Publication | Closed Access
The Art of Moral Protest: Culture, Biography, and Creativity in Social Movements
777
Citations
0
References
1999
Year
Social ActivismEducationContemporary CultureProtest StudiesCultural StudiesActivismEnvironmental ActivismMedia ActivismResistance ManagementJames JasperCommunication ActivismCivic EngagementAdvocacySocial ActionMigration And ArtCritical TheorySocial MovementsMoral ProtestCultureHumanitiesProtest MovementsCollective ActionArts
Protest serves as a vital outlet for expressing moral commitments, shaping ideas about social change and human agency, and providing ethical visions and creative organizational forms in a context where other institutions offer limited guidance. The book aims to integrate diverse protest examples and synthesize cultural movement concepts to explain how social movements operate and relate to other scholarly traditions. Jasper constructs a systematic overview by weaving large‑scale movement accounts with individual biographies, emphasizing individual roles and open‑ended strategic choices, and drawing on interviews, historical data, surveys, and personal participation.
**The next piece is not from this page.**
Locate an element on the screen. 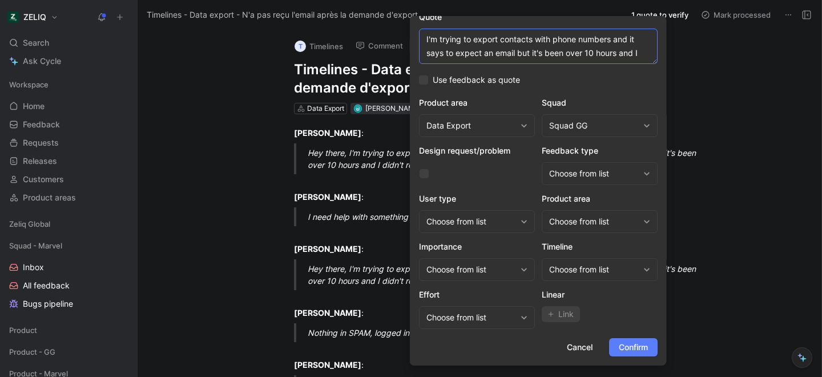 The width and height of the screenshot is (822, 377). h2: Feedback type is located at coordinates (599, 151).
Protest has become an everyday part of modern societies, one of the few recognized outlets for voicing and discussing basic moral commitments. Protest movements shape our thinking about social change and human agency. At a time when schools, the media, and even religious institutions offer little guidance for our moral judgments, protest movements have become a central source for providing us with ethical visions and creative ideas. In this book, James Jasper integrates diverse examples of protest, from 19th-century boycotts to recent anti-nuclear, animal-rights, and environmental movements, into an understanding of how social movements operate. He highlights their creativity, not only in forging new morals but in adopting courses of action and inventing organizational forms. The work stresses the role of individuals, both as lone protesters and as key decision-makers, and it emphasizes the open-ended nature of strategic choices as protesters, their opponents, their allies, and the government respond to each other's actions. The book also synthesizes the many concepts developed in recent years as part of the cultural approach to social movements, placing them in context and showing what they mean for other scholarly traditions. Drawing on lengthy interviews, historical materials, surveys, and his own participation in protests, Jasper offers a systematic overview of the field of social movements. He weaves together accounts of large-scale movements with individual biographies, placing the movements in cultural perspective and focusing on individuals' experiences.